Army to Issue Cyber Quest Report Soon
U.S. Army officials conducting the third annual Cyber Quest experiment, which ends today, will issue a report in about 30 days that will determine which of the systems involved will transfer to programs of record. The exercise consists of an array of systems, including artificial intelligence and machine learning, that help provide situational understanding of the cyber and electronic warfare realms.
Cyber Quest is led by the Army Cyber Center of Excellence. It allows the service to assess prototypes and is designed to identify and improve the delivery of advanced cyber, electronic warfare and signal technologies to the warfighter. Technologies from 20 vendors were integrated into simulated combat operations during the June 11-27 assessment and demonstration period at Fort Gordon.
The primary focus for this year’s experiment was on enhancing the understanding of the cyber situation. Maj. Gen. John B. Morrison, USA, commander of the Cyber Center of Excellence and Fort Gordon, Georgia., explained to reporters in a June 22 press briefing that it can be challenging to understand what is happening in the cyber realm. Some of the tools evaluated during Cyber Quest offer that visibility and allow a greater understanding of cyber and cyber forces—whether friendly, enemy or something in between—and how that all relates to the greater operational picture.
“Cyber is something amorphous. You can’t really see it. You can’t overlay it onto what you’re trying to accomplish operationally. Some of these tools actually will overlay what is happening in cyberspace … onto what a unit is trying to accomplish,” Gen. Morrison said. “That is pretty powerful because now you can see effects that are happening, both enemy and friendly, in cyberspace, but you can also see where it may be hindering your scheme of maneuvers.”
The officials noted that warfighters simply do not have time to analyze the vast reams of available data. “The unit is conducting tactical operations, and it’s not like we’re setting cyber and electronic warfare off to the side,” Gen. Morrison elaborated. “Units don’t have time to try to figure things out manually in a fight. We need some level of machine learning or artificial intelligence to help move things along.”
Col. Steven D. Rehn, USA, Training and Doctrine Command (TRADOC) capability manager for cyber, said many of the vendors also found the experiment to be a learning opportunity. Most, he explained, are more familiar with large commercial enterprise networks than with smaller tactical networks. “The network itself is relatively small compared to what they’re used to in a commercial space. However, the volume, velocity and variety of the data that we use for a similarly sized network in the commercial space is exponentially larger,” Col. Rehn stated. “That produces an interesting challenge for them to attack the problem from a cyber defense standpoint.”
Col. Mark Dotson, USA, TRADOC capabilities manager for electronic warfare, said he was impressed with a technology that allows the remote reprogramming of sensors from a tactical operations center (TOC). “The software enables us to remotely reprogram sensors from different vendors off of a situational awareness tool in the TOC. The reason that’s so important to us is it means the first step toward being able to look at other services’ equipment, equipment from different years with different software in it, and being able to remotely tell that equipment to change what it’s doing within the spectrum.”
Col. Dotson also touted a long-range high-frequency radio direction finding capability. “We’ve been able to direction find from high-frequency radios out to Japan and Germany just in the last couple of days. That’s important for us as we look for longer-range targets,” he offered.
The Army tweaked this year’s Cyber Quest, making it more of a joint effort with the Marine Corps and with the intelligence function. The 9th Communications Battalion from the 1st Marine Expeditionary Force participated, as did the Army Intelligence Center of Excellence.
The Army, Gen. Morrison said, is going to “up its game” with its intelligence partners. “Intel is a critical enabler for everything we do in cyberspace and the electromagnetic spectrum,” he said. “The Army is on a track to really start delivering integrated capabilities and integrated formations. The key to that is bringing together cyber operators, electronic warfare professionals and intel professionals, and putting them together into a combined unit.”
Those joint efforts will continue to grow, the general said, because “when it comes to cyberspace and electronic warfare, it will absolutely be a joint fight.”
The ultimate goal is to better enable to the warfighting commanders. “What we’re really talking about providing to a maneuver commander is the ability to conduct combined arms maneuvers in and through cyberspace and the electromagnetic spectrum,” Gen. Morrison said.
The latest Cyber Quest experiment differed in other ways as well. It shifted the focus from network dependencies to the operational requirements of cyber and electronic warfare, the general reported. “Our real focus has been getting capabilities into the hands of soldiers and getting direct user feedback,” the general said. In one case, a vendor made 25 changes in about a week, based on soldier feedback, the officials reported.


[YOUR INSTRUCTIONS]
Read the data, and whenever a line holds the word "arrow", report that line.
──────── MATERIAL PROVIDED
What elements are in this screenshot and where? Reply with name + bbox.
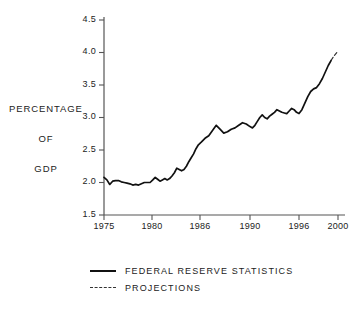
dashed-line-swatch-icon xyxy=(90,283,116,293)
legend-item-projections: PROJECTIONS xyxy=(90,279,360,296)
legend-item-federal-reserve-statistics: FEDERAL RESERVE STATISTICS xyxy=(90,262,360,279)
y-axis-ticks xyxy=(99,20,104,215)
line-chart-figure: PERCENTAGE OF GDP 4.5 4.0 3.5 3.0 2.5 2.… xyxy=(0,0,363,310)
data-line-projections xyxy=(331,51,338,60)
data-line-federal-reserve-statistics xyxy=(104,60,331,185)
solid-line-swatch-icon xyxy=(90,266,116,276)
chart-legend: FEDERAL RESERVE STATISTICS PROJECTIONS xyxy=(90,262,360,296)
legend-label: FEDERAL RESERVE STATISTICS xyxy=(125,266,293,276)
x-axis-ticks xyxy=(104,215,338,220)
legend-label: PROJECTIONS xyxy=(125,283,201,293)
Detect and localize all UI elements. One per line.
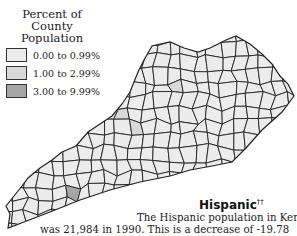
section-title: Hispanic††: [199, 198, 264, 212]
county: [159, 185, 172, 201]
county: [23, 131, 40, 151]
legend-label: 0.00 to 0.99%: [33, 50, 100, 61]
legend-swatch-low: [6, 48, 27, 62]
county: [284, 170, 297, 189]
county: [10, 146, 26, 162]
county: [23, 107, 41, 120]
county: [104, 53, 118, 68]
county: [296, 200, 297, 212]
county: [0, 146, 14, 161]
legend-item: 1.00 to 2.99%: [6, 66, 104, 80]
county: [270, 33, 284, 46]
county: [206, 184, 220, 198]
county: [118, 53, 132, 68]
county: [101, 197, 114, 214]
county: [157, 200, 171, 213]
legend-title-line2: County Population: [0, 20, 104, 44]
county: [53, 105, 68, 123]
county: [116, 67, 132, 85]
county: [271, 67, 283, 81]
county: [102, 93, 118, 110]
county: [247, 158, 261, 175]
county: [257, 174, 275, 188]
county: [62, 118, 81, 134]
county: [271, 133, 289, 150]
county: [257, 28, 275, 46]
county: [284, 31, 297, 45]
county: [207, 172, 224, 188]
county: [140, 200, 159, 210]
county: [140, 184, 160, 202]
county: [10, 131, 27, 150]
county: [37, 131, 55, 147]
county: [181, 171, 197, 184]
county: [283, 54, 297, 71]
legend-item: 3.00 to 9.99%: [6, 84, 104, 98]
county: [38, 144, 54, 161]
county: [145, 27, 158, 46]
county: [23, 118, 41, 133]
county: [90, 107, 105, 122]
county: [0, 119, 13, 132]
section-title-text: Hispanic: [199, 198, 257, 212]
county: [296, 97, 297, 108]
county: [194, 72, 208, 84]
county: [127, 184, 144, 202]
county: [114, 42, 130, 55]
county: [205, 55, 223, 72]
county: [114, 31, 133, 44]
body-line-2: was 21,984 in 1990. This is a decrease o…: [0, 224, 297, 236]
county: [271, 199, 289, 209]
county: [271, 118, 289, 137]
county: [127, 148, 142, 160]
county: [288, 200, 297, 212]
county: [10, 109, 24, 120]
county: [0, 131, 12, 147]
legend: Percent of County Population 0.00 to 0.9…: [0, 8, 104, 98]
county: [234, 150, 247, 163]
county: [52, 133, 63, 148]
county: [140, 147, 153, 160]
county: [75, 107, 91, 122]
county: [192, 171, 209, 189]
county: [274, 162, 287, 175]
county: [23, 144, 40, 163]
county: [219, 28, 237, 43]
county: [64, 105, 81, 121]
county: [14, 161, 26, 173]
county: [271, 185, 289, 199]
county: [129, 45, 146, 55]
county: [0, 186, 13, 202]
county: [104, 80, 118, 94]
county: [235, 93, 246, 106]
county: [273, 149, 288, 163]
county: [167, 28, 181, 42]
county: [234, 106, 248, 118]
county: [260, 145, 273, 163]
county: [10, 119, 26, 134]
county: [104, 133, 114, 146]
county: [114, 197, 132, 211]
county: [258, 108, 272, 118]
legend-title: Percent of County Population: [0, 8, 104, 44]
county: [0, 105, 15, 119]
county: [103, 42, 118, 57]
county: [104, 66, 118, 85]
county: [153, 67, 169, 86]
county: [127, 199, 144, 211]
county: [0, 172, 16, 186]
county: [257, 163, 275, 176]
legend-swatch-mid: [6, 66, 27, 80]
county: [296, 79, 297, 98]
county: [129, 27, 146, 45]
county: [37, 118, 55, 137]
county: [287, 105, 297, 122]
legend-label: 3.00 to 9.99%: [33, 86, 100, 97]
county: [153, 147, 170, 162]
county: [52, 161, 64, 175]
county: [245, 145, 261, 163]
county: [286, 147, 297, 163]
county: [36, 172, 54, 189]
county: [222, 159, 236, 175]
county: [157, 172, 171, 188]
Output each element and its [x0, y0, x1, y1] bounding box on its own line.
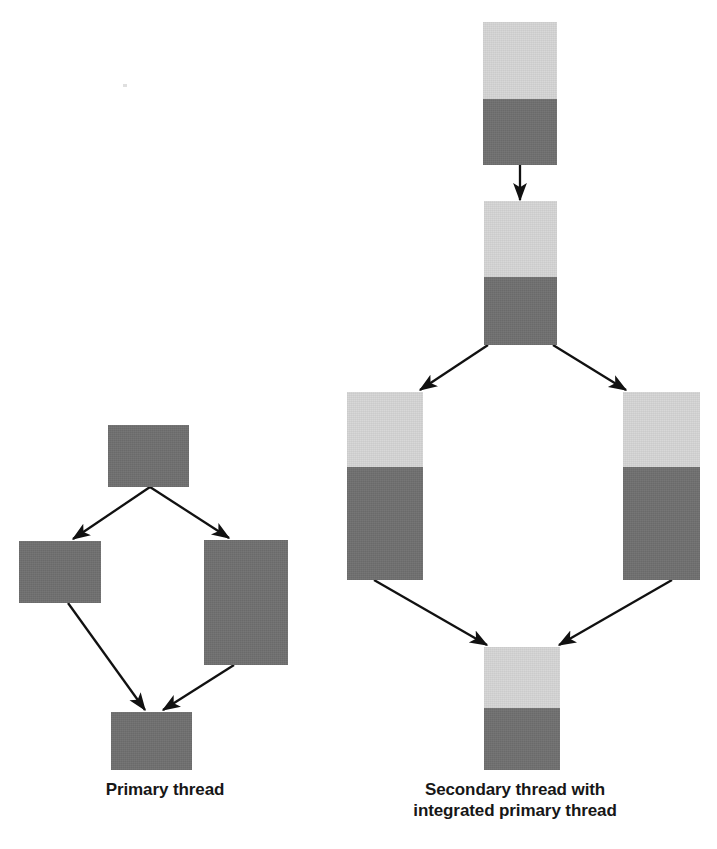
caption-secondary-line-2: integrated primary thread — [358, 800, 672, 821]
edge-secondary-right-to-bottom — [559, 580, 672, 645]
primary-node-bottom — [111, 712, 192, 770]
secondary-node-right-branch — [623, 392, 700, 580]
node-segment-dark — [483, 99, 557, 165]
edge-secondary-second-to-left — [420, 345, 488, 390]
node-segment-light — [347, 392, 423, 467]
caption-secondary-thread: Secondary thread with integrated primary… — [358, 779, 672, 821]
secondary-node-left-branch — [347, 392, 423, 580]
node-segment-dark — [204, 540, 288, 665]
node-segment-dark — [19, 541, 101, 603]
edge-primary-top-to-left — [73, 487, 150, 539]
edge-primary-right-to-bottom — [163, 665, 234, 710]
node-segment-light — [484, 647, 560, 708]
node-segment-light — [483, 22, 557, 99]
primary-node-left-branch — [19, 541, 101, 603]
node-segment-dark — [484, 708, 560, 770]
secondary-node-second — [484, 201, 557, 345]
node-segment-light — [484, 201, 557, 277]
edge-primary-top-to-right — [150, 487, 229, 538]
node-segment-dark — [484, 277, 557, 345]
edge-primary-left-to-bottom — [68, 603, 145, 710]
node-segment-dark — [108, 425, 189, 487]
node-segment-light — [623, 392, 700, 467]
secondary-node-bottom — [484, 647, 560, 770]
node-segment-dark — [623, 467, 700, 580]
primary-node-right-branch — [204, 540, 288, 665]
secondary-node-top — [483, 22, 557, 165]
node-segment-dark — [111, 712, 192, 770]
caption-secondary-line-1: Secondary thread with — [358, 779, 672, 800]
edge-secondary-left-to-bottom — [374, 580, 487, 645]
caption-primary-line-1: Primary thread — [45, 779, 285, 800]
edge-secondary-second-to-right — [553, 345, 626, 390]
node-segment-dark — [347, 467, 423, 580]
caption-primary-thread: Primary thread — [45, 779, 285, 800]
thread-flow-figure: Primary thread Secondary thread with int… — [0, 0, 717, 849]
primary-node-top — [108, 425, 189, 487]
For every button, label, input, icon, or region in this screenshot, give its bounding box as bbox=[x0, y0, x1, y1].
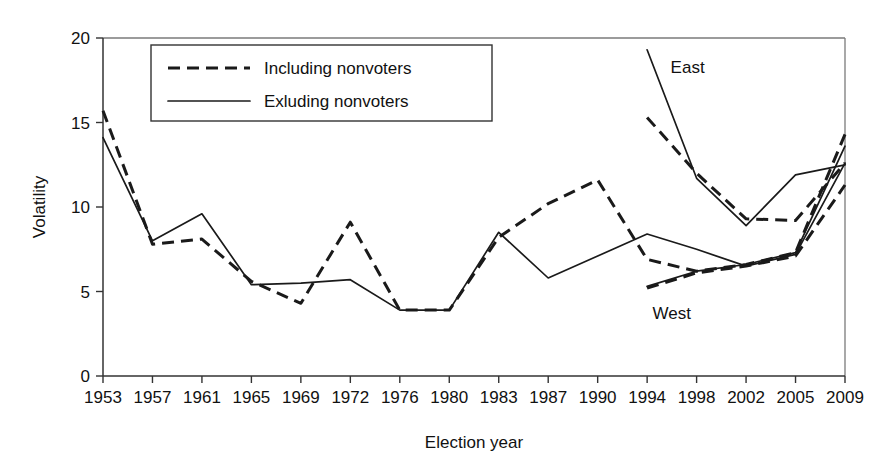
y-tick-label: 20 bbox=[71, 29, 90, 48]
legend-label-including: Including nonvoters bbox=[264, 59, 411, 78]
x-tick-label: 1987 bbox=[529, 388, 567, 407]
x-tick-label: 1983 bbox=[480, 388, 518, 407]
x-tick-label: 2009 bbox=[826, 388, 864, 407]
y-axis-tick-labels: 05101520 bbox=[71, 29, 90, 386]
x-tick-label: 2002 bbox=[727, 388, 765, 407]
annotation-west: West bbox=[653, 304, 692, 323]
x-tick-label: 1965 bbox=[232, 388, 270, 407]
x-tick-label: 1976 bbox=[381, 388, 419, 407]
legend-label-excluding: Exluding nonvoters bbox=[264, 92, 409, 111]
x-axis-tick-labels: 1953195719611965196919721976198019831987… bbox=[84, 388, 864, 407]
y-tick-label: 10 bbox=[71, 198, 90, 217]
y-tick-label: 5 bbox=[81, 283, 90, 302]
volatility-line-chart: 05101520 1953195719611965196919721976198… bbox=[0, 0, 896, 465]
chart-canvas: 05101520 1953195719611965196919721976198… bbox=[0, 0, 896, 465]
x-tick-label: 1994 bbox=[628, 388, 666, 407]
x-tick-label: 2005 bbox=[777, 388, 815, 407]
y-axis-ticks bbox=[96, 38, 103, 376]
y-tick-label: 0 bbox=[81, 367, 90, 386]
x-axis-title: Election year bbox=[425, 433, 524, 452]
series-line-including-nonvoters-west bbox=[647, 185, 845, 288]
y-tick-label: 15 bbox=[71, 114, 90, 133]
y-axis-title: Volatility bbox=[30, 175, 49, 238]
x-tick-label: 1972 bbox=[331, 388, 369, 407]
x-axis-ticks bbox=[103, 376, 845, 383]
annotation-east: East bbox=[671, 58, 705, 77]
x-tick-label: 1957 bbox=[134, 388, 172, 407]
series-line-exluding-nonvoters bbox=[103, 138, 845, 310]
x-tick-label: 1980 bbox=[430, 388, 468, 407]
chart-legend: Including nonvoters Exluding nonvoters bbox=[151, 45, 492, 121]
x-tick-label: 1969 bbox=[282, 388, 320, 407]
x-tick-label: 1998 bbox=[678, 388, 716, 407]
x-tick-label: 1961 bbox=[183, 388, 221, 407]
x-tick-label: 1953 bbox=[84, 388, 122, 407]
x-tick-label: 1990 bbox=[579, 388, 617, 407]
series-line-including-nonvoters bbox=[103, 111, 845, 310]
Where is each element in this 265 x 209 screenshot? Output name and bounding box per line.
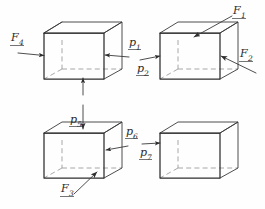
label-p1-subscript: 1 xyxy=(136,43,141,52)
label-f2-symbol: F xyxy=(239,47,248,60)
box-1-edges xyxy=(44,22,122,79)
arrow-p2 xyxy=(140,56,160,60)
box-2-edges xyxy=(160,22,238,79)
box-2: F 1 F 2 p 2 xyxy=(136,4,256,79)
box-3-hidden-edges xyxy=(44,140,122,178)
label-p2: p 2 xyxy=(136,62,149,78)
label-p7-symbol: p xyxy=(140,146,147,159)
arrow-p7 xyxy=(142,143,160,144)
box-4-hidden-edges xyxy=(160,140,238,178)
label-p6-symbol: p xyxy=(126,125,133,138)
box-3-edges xyxy=(44,122,122,178)
label-p5: p 5 xyxy=(69,113,82,129)
box-1: F 4 p 1 xyxy=(10,22,141,95)
box-4-edges xyxy=(160,122,238,178)
label-p2-symbol: p xyxy=(137,62,144,75)
diagram-canvas: F 4 p 1 xyxy=(0,0,265,209)
arrow-p6 xyxy=(106,146,128,150)
box-2-hidden-edges xyxy=(160,40,238,79)
label-p5-subscript: 5 xyxy=(77,120,82,129)
label-f3: F 3 xyxy=(60,182,74,198)
label-f3-symbol: F xyxy=(60,182,69,195)
label-p7-subscript: 7 xyxy=(147,153,152,162)
label-f4-symbol: F xyxy=(10,31,19,44)
label-p1-symbol: p xyxy=(129,36,136,49)
box-3: p 5 p 6 F 3 xyxy=(44,105,138,198)
label-f1: F 1 xyxy=(232,4,246,20)
box-4: p 7 xyxy=(139,122,238,178)
label-f4: F 4 xyxy=(10,31,24,47)
label-p1: p 1 xyxy=(128,36,141,52)
force-pressure-diagram: F 4 p 1 xyxy=(0,0,265,209)
box-1-hidden-edges xyxy=(44,40,122,79)
label-p2-subscript: 2 xyxy=(143,69,149,78)
label-p5-symbol: p xyxy=(70,113,77,126)
label-p7: p 7 xyxy=(139,146,152,162)
label-f1-symbol: F xyxy=(232,4,241,17)
label-p6: p 6 xyxy=(125,125,138,141)
label-f2: F 2 xyxy=(239,47,253,63)
arrow-p1 xyxy=(105,55,129,57)
label-p6-subscript: 6 xyxy=(133,132,138,141)
arrow-f4 xyxy=(18,53,44,56)
arrow-f1 xyxy=(194,16,232,37)
arrow-f3 xyxy=(74,172,97,194)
────────────────
[RESPONSE BOX]
arrow-p2 xyxy=(140,56,160,60)
arrow-p7 xyxy=(142,143,160,144)
arrow-p6 xyxy=(106,146,128,150)
arrow-p1 xyxy=(105,55,129,57)
arrow-f4 xyxy=(18,53,44,56)
arrow-f1 xyxy=(194,16,232,37)
arrow-f3 xyxy=(74,172,97,194)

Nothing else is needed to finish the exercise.